I’m not through discussing Tim Rutten’s numerous errors in his Beauchamp column. One of them raises a very important question: what does it mean to the credibility of the paper when Rutten says Drudge didn’t provide a particular document — and it turns out Drudge did, but the paper won’t acknowledge that?
To make the point clear, let’s recall exactly what Rutten said.
The Drudge writer, whoever that may be, then went on to list four documents he or she had obtained. [Description follows of the first three.] The fourth document, according to Drudge, was “a signed ‘Memorandum for Record’ in which Beauchamp recants his stories and concedes the facts of the Army’s investigation — that his stories contained ‘gross exaggerations and inaccurate allegations of misconduct’ by his fellow soldiers.”
It was interesting to note that Drudge provided links to the transcripts and report but not to the purported “Memorandum for Record.”
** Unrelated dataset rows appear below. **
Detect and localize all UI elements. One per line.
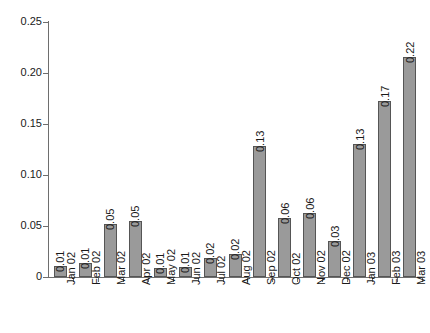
y-tick-mark (43, 226, 48, 227)
y-tick-mark (43, 175, 48, 176)
y-tick-label: 0.25 (4, 16, 42, 27)
y-tick-label: 0.15 (4, 118, 42, 129)
y-tick-mark (43, 277, 48, 278)
x-axis-label: Apr 02 (141, 253, 152, 285)
x-axis-label: Jul 02 (216, 256, 227, 285)
x-axis-label: Aug 02 (241, 250, 252, 285)
bar-chart: 00.050.100.150.200.25 0.010.010.050.050.… (0, 0, 430, 333)
x-axis-label: Oct 02 (291, 253, 302, 285)
y-tick-mark (43, 124, 48, 125)
x-axis-label: Feb 03 (391, 251, 402, 285)
x-axis-label: Jun 02 (191, 252, 202, 285)
x-axis-label: Feb 02 (91, 251, 102, 285)
bar (403, 57, 416, 277)
bar-value-label: 0.13 (255, 131, 266, 152)
x-axis-label: Nov 02 (316, 250, 327, 285)
y-tick-label: 0.20 (4, 67, 42, 78)
x-axis-label: Dec 02 (341, 250, 352, 285)
y-tick-mark (43, 73, 48, 74)
bar-value-label: 0.13 (355, 129, 366, 150)
y-tick-label: 0 (4, 271, 42, 282)
y-axis-line (48, 21, 49, 278)
y-tick-mark (43, 22, 48, 23)
bar-value-label: 0.06 (305, 197, 316, 218)
y-tick-label: 0.05 (4, 220, 42, 231)
x-axis-label: Mar 03 (416, 251, 427, 285)
bar-value-label: 0.17 (380, 85, 391, 106)
y-tick-label: 0.10 (4, 169, 42, 180)
x-axis-label: Jan 02 (66, 252, 77, 285)
x-axis-label: Jan 03 (366, 252, 377, 285)
x-axis-label: Mar 02 (116, 251, 127, 285)
bar-value-label: 0.05 (105, 209, 116, 230)
x-axis-label: May 02 (166, 249, 177, 285)
bar-value-label: 0.22 (405, 41, 416, 62)
x-axis-label: Sep 02 (266, 250, 277, 285)
bar-value-label: 0.06 (280, 202, 291, 223)
bar-value-label: 0.03 (330, 226, 341, 247)
bar-value-label: 0.05 (130, 205, 141, 226)
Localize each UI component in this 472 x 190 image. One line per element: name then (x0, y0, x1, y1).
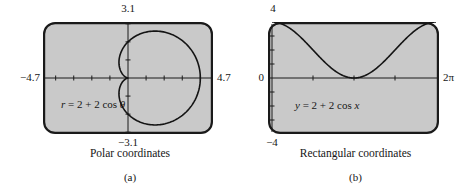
polar-equation-var: θ (120, 98, 125, 110)
polar-plot-canvas (43, 22, 213, 134)
rect-panel-tag: (b) (268, 171, 443, 183)
figure-polar-vs-rectangular: 3.1 −3.1 −4.7 4.7 r = 2 + 2 cos θ Polar … (0, 0, 472, 190)
polar-ymax-label: 3.1 (103, 2, 153, 14)
rect-equation-mid: = 2 + 2 cos (300, 99, 355, 111)
rect-equation: y = 2 + 2 cos x (295, 99, 359, 111)
polar-equation: r = 2 + 2 cos θ (61, 98, 125, 110)
polar-caption: Polar coordinates (43, 147, 217, 160)
rect-origin-label: 0 (246, 71, 264, 83)
rect-xmax-pi: π (449, 71, 455, 83)
polar-equation-mid: = 2 + 2 cos (65, 98, 120, 110)
rectangular-plot-canvas (268, 22, 439, 134)
rect-xmax-label: 2π (443, 71, 471, 83)
rect-caption: Rectangular coordinates (268, 147, 443, 160)
rect-equation-var: x (354, 99, 359, 111)
rect-ymax-label: 4 (262, 2, 284, 14)
polar-xmax-label: 4.7 (217, 71, 247, 83)
polar-xmin-label: −4.7 (10, 71, 40, 83)
polar-panel-tag: (a) (43, 171, 217, 183)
In the documents Drudge posted was a document labeled:
Click here and scroll to the last two pages to read it. The Memorandum of Concern is the second to last page. The Memorandum for Record, acknowledging receipt of the Memorandum of Concern, is the last page.
Rutten said that Drudge didn’t post the document, but Drudge did.
So Michael Goldfarb and I brought this clear error to the paper’s attention. Here was the defense offered:
Rutten’s assessment is that it was not clear that the memo at the end of the military officer’s report/summary is the same one to which Drudge’s original post referred. The columnist’s thinking: Drudge lists it apart from the final document, but — as Rutten wrote — Drudge provides no link, nor does he say it can be found at the end of the report, seeming to indicate possession of another document, but providing no link. I don’t believe that Rutten’s column warrants correction on that point.
That defense — if you can even understand it — fails for one simple reason. An image is worth a thousand words:
I have just shown you all the links and proof you need to conclude that Tim Rutten and his paper aren’t telling you the truth about this. What’s more, when confronted with the facts, they refuse to acknowledge and correct them.
Who are you going to believe? Tim Rutten, or your lying eyes?
The document exists, he knows it, and he and his paper are lying to you about it. Pure and simple.
Here’s my question, and I think it’s a very important one: if the paper is willing to lie about this, what else are they lying to you about? And: what if the evidence to show they are lying weren’t in the public domain?
What else is this newspaper telling you doesn’t exist, that actually does?
P.S. I can prove to you that Tim Rutten never saw this document before he wrote his column. Because it confirms Rutten’s claim about what it would say. The Memorandum of Record is not, as the Drudge item mistakenly claimed, a retraction. Rutten is correct to say that the Memorandum is merely an acknowledgement that he has seen a document the Army showed him.
That’s how we know that Rutten didn’t bother to read all the documents. No reporter runs across documentary proof of his claim and fails to note its existence. If Ruttten had seen the document, he wouldn’t have said:
(In fact, signing such a document — if it exists — is not an admission of guilt, but merely an acknowledgment that the person under investigation has been shown the contents.)
And he wouldn’t have said:
Since there was no link to the purported memorandum, we must take its existence on faith.
He would have said something like this:
In fact, Drudge completely mischaracterizes the document titled “Memorandum for Record.” Although Drudge claims the Memorandum is an admission of guilt, it is actually nothing more than a mere acknowledgment that Beauchamp had been shown the Memorandum of Concern.
The fact of the matter is that Tim Rutten skimmed the documents and didn’t notice the Memorandum for Record. So he mistakenly said it didn’t exist.
That mistake has been brought to his attention, and he and his paper are trying to sweep it under the rug.
UPDATE: Thanks to Mickey for the link. The other aspects of Rutten’s weaselly defense are detailed here. Also more here.